Public, machine-readable copies of America250’s IRS Form 990 filings are available through ProPublica and the IRS, and IRS rules require nonprofits to report and account for restricted donations, but the public Form 990 generally discloses restricted contributions in aggregate rather than identifying individual restricted gifts tied to particular events or exhibits — the sources reviewed do not show line‑by‑line public records that tie named restricted donations specifically to America250 events or exhibits [1] [2] [3].

1. Public returns exist and are accessible

America250’s tax returns and Form 990 filings have been digitized and can be downloaded through public nonprofit databases and the IRS, with ProPublica reconstructing full filings from IRS raw data and the IRS providing electronic copies and XML data for returns it processes [1] [3] [4].

2. IRS requires reporting of restricted donations on Form 990

The IRS framework treats restricted donations as material for nonprofit accountability and expects nonprofits to report restricted revenues in their annual informational return, Form 990, so restricted gifts are reflected in organizational financial statements the IRS collects [2].
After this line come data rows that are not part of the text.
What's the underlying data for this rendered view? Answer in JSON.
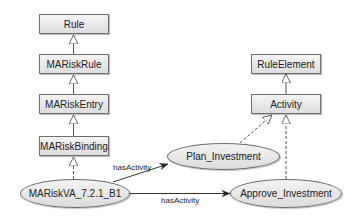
{
  "diagram": {
    "classes": [
      {
        "id": "rule",
        "label": "Rule"
      },
      {
        "id": "mariskrule",
        "label": "MARiskRule"
      },
      {
        "id": "mariskentry",
        "label": "MARiskEntry"
      },
      {
        "id": "mariskbinding",
        "label": "MARiskBinding"
      },
      {
        "id": "ruleelement",
        "label": "RuleElement"
      },
      {
        "id": "activity",
        "label": "Activity"
      }
    ],
    "instances": [
      {
        "id": "mariskva",
        "label": "MARiskVA_7.2.1_B1"
      },
      {
        "id": "plan",
        "label": "Plan_Investment"
      },
      {
        "id": "approve",
        "label": "Approve_Investment"
      }
    ],
    "edges": [
      {
        "from": "MARiskRule",
        "to": "Rule",
        "type": "generalization"
      },
      {
        "from": "MARiskEntry",
        "to": "MARiskRule",
        "type": "generalization"
      },
      {
        "from": "MARiskBinding",
        "to": "MARiskEntry",
        "type": "generalization"
      },
      {
        "from": "MARiskVA_7.2.1_B1",
        "to": "MARiskBinding",
        "type": "instance-of"
      },
      {
        "from": "Activity",
        "to": "RuleElement",
        "type": "generalization"
      },
      {
        "from": "Plan_Investment",
        "to": "Activity",
        "type": "instance-of"
      },
      {
        "from": "Approve_Investment",
        "to": "Activity",
        "type": "instance-of"
      },
      {
        "from": "MARiskVA_7.2.1_B1",
        "to": "Plan_Investment",
        "type": "association",
        "label": "hasActivity"
      },
      {
        "from": "MARiskVA_7.2.1_B1",
        "to": "Approve_Investment",
        "type": "association",
        "label": "hasActivity"
      }
    ],
    "edge_labels": {
      "upper": "hasActivity",
      "lower": "hasActivity"
    }
  }
}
3. Form 990’s disclosures are aggregate and programmatic, not a shopping list

While Form 990 contains detailed financial line items, compensation, and program expense reporting, it typically categorizes contributions by source and by whether funds are unrestricted or restricted rather than listing each restricted gift and its exact programmatic destination in public, machine‑readable form — ProPublica’s Nonprofit Explorer emphasizes that Form 990 provides summary data and full filings but does not imply per‑gift, per‑event labeling in public extracts [1] [3].

4. Donor substantiation rules sit with the donor and private gift instruments can be binding

Tax rules require donors to retain contemporaneous written acknowledgments for deductible gifts of $250 or more and to obtain special appraisals or Forms 8283 for certain noncash donations, creating documentation trails in donors’ records; those donor acknowledgments are required to substantiate a deduction, but the IRS guidance and practitioner materials make clear the donor bears primary responsibility for keeping that documentation [5] [6] [7] [8].

5. Public filings may not reveal donor‑level restrictions or donor names

Practitioners’ guidance and IRS publications indicate nonprofits must account for restrictions and report restricted revenue, but the publicly available Form 990 is not designed to substitute for private gift agreements and donor acknowledgments; the sources reviewed do not provide public, donor‑level schedules that tie specific restricted gifts to particular events or exhibits at America250 [2] [1] [7].

6. Limits of available reporting and where to look next

The available sources establish that America250’s Form 990s are publicly accessible and that the IRS requires restricted gifts to be reported at the organizational level, yet they do not show public line‑item records connecting named restricted donations to specific events or exhibits; if granular proof of a particular restricted gift or exhibit designation is needed, the necessary documents would more likely be private donor acknowledgments, gift agreements, or unredacted organizational schedules that are not present in the sources provided here [1] [5] [8].

Want to dive deeper?
How do nonprofits report restricted donations on Schedule A or other Form 990 schedules and what level of detail is publicly disclosed?
What legal documents (gift agreements, donor letters, variance clauses) govern restricted gifts and who can obtain them for a specific nonprofit like America250?
Where can donors or journalists request unredacted Form 990 schedules or internal grant‑tracking records for nonprofit transparency investigations?